(08-13-2018 03:14 PM)Redwingtom Wrote: That's a lot of words to say Obama did NOT create THE trillion dollar deficit.
Well he and the democrat congress certainly gave us the recurring trillion dollar deficit. If you look at it from the congressional perspective, the deficit went down generally as republicans controlled more of congress and went up as they controlled less of congress during both the GWB and Obama administrations.
Quote:And of course, neither D's nor R's are fiscally responsible. That's why we have a 21.3T national debt.
Absolutely, which is why I'm neither R nor D, despite efforts by some to portray me as one or the other.
Quote:Additionally, a annual budget for a governmental entity controlling the entirety of the US is pretty much worthless and would take a miracle to actually hit a "random" budgetary target anyway. Not to say they shouldn't try, but it's a pretty much pointless exercise. We have a hard enough time hitting a budget for our tiny 1,000 attender church!
1,000 is not exactly a tiny church, we have more like 400. Not buying the rest of your argument. You'll never hit it to the penny, or even to the dollar, in neither churches nor governments, but that doesn't make it a pointless argument in either.
Quote:Lastly, if you want to vote for someone who wants to balance a budget, you better vote for one promising tax increases, cause that's the ONLY way it's going to happen.
Absolutely agree on tax revenue increases. But the only way to raise tax revenues to anything remotely approaching current expenditures without making tax rates confiscatory and driving investment to lower-tax jurisdictions is to do what those pother jurisdictions do--a consumption tax. A 15% across the board consumption tax would yield $2.5 trillion (average consumption tax base of 81-82% of GDP times $20 trillion GDP times 15% tax rate). We could get rid of the personal tax (which generates about $1.5 trillion) entirely and still have enough to eliminate the $1 trillion deficit.
But we also need to cut spending. The left wants to pick on defense, but if we eliminated defense entirely, which is patently unreasonable, that wouldn't be enough to eliminate the deficit. Bottom line is that the reason we spend more on defense than the next ten countries or whatever is that, for about 8 of those 10 countries, we are their defense. That needs to change for us to accomplish any meaningful reduction in defense spending, but when Trump presents Europe with that, "OMG, he's destroying NATO." We can do defense more efficiently, but even in a perfect world the absolute max we could probably cut is 20%. And quite frankly, we would have to add about half of that back, because right now we don't have the defense resources to meet current commitments. Wearing out our resources, including overburdening our people, is why two Navy ships got run into by merchantmen in the Pacific. That, and promoting people based on political correctness instead of competence. As I said, the solution there is for allies to take on some of those commitments.
But even picking defense to death, there just isn't enough there. The real problem long-term is entitlements and social security (social security is not an entitlement, its just people getting their money back). Social security is fixable--raise or eliminate the earnings cap, advance the retirement age very gradually, and do like Sweden and incorporate a privatized port to raise ROI. Entitlements need a rethink. I think we need to replace the hodgepodge of focused and means-tested programs with a universal basic income. Do that and Bismarck health care and you pretty much build a decent floor under everybody. That plus a minimum wage job at current minimum wage puts everybody above the poverty line. And that ends up being cheaper because we don't need to spend trillions on bureaucratic gate-keepers.
Europe provides a better welfare safety net than we do, and also a more tax efficient ROI for investment. We could learn from them.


_YOUR TASK_.
Please keep to the lines below from the one with "Image resolution: width=482" through the one with "What are the", and restate them word for word, ends included.

_LISTED RECORDS_.

◇ ◇ ◇ ◇ ◇

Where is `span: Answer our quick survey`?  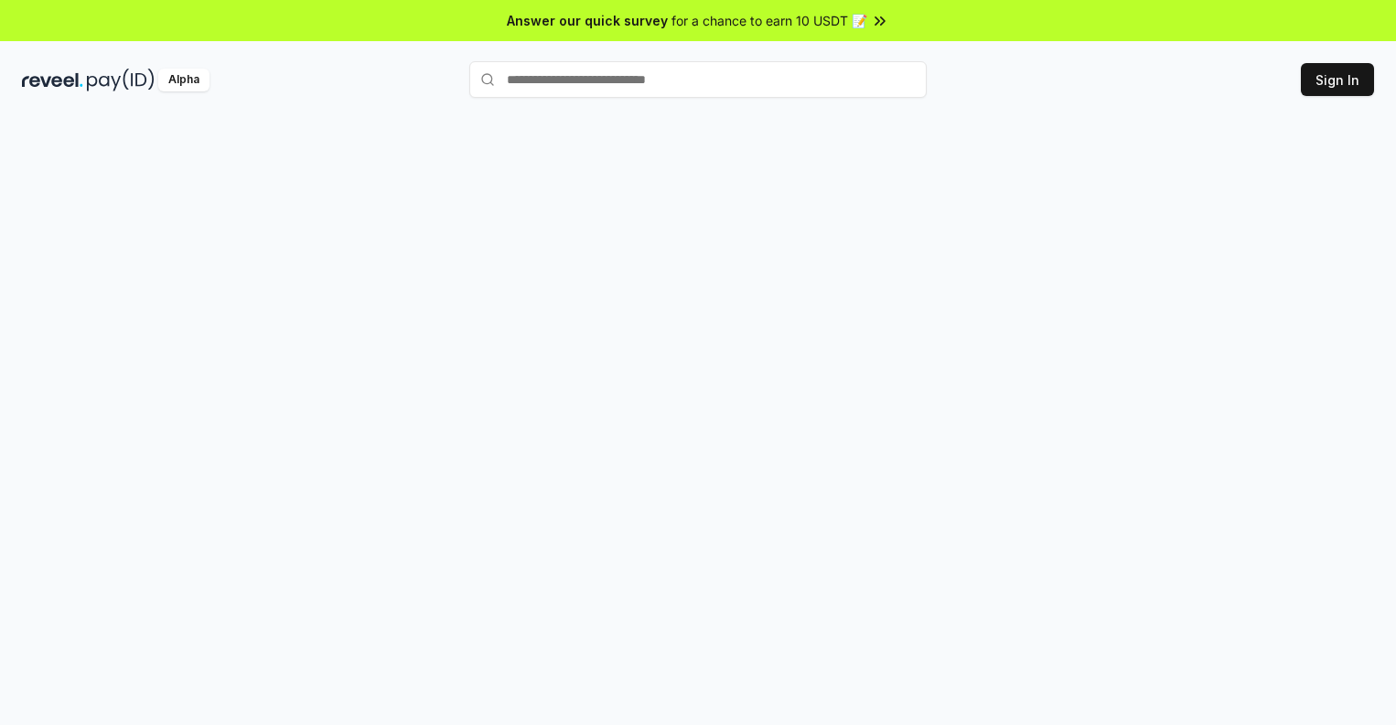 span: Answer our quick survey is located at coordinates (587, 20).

◇ ◇ ◇ ◇ ◇

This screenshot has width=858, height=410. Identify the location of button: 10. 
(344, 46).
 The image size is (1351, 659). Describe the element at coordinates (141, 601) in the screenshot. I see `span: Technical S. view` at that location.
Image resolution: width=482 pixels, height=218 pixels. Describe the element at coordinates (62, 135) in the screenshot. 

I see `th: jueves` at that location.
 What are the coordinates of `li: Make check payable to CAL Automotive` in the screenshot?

◇ ◇ ◇ ◇ ◇

_RESPONSE_.
Image resolution: width=482 pixels, height=218 pixels. Describe the element at coordinates (62, 135) in the screenshot. 

I see `th: jueves` at that location.
 What are the coordinates of `li: Make check payable to CAL Automotive` in the screenshot?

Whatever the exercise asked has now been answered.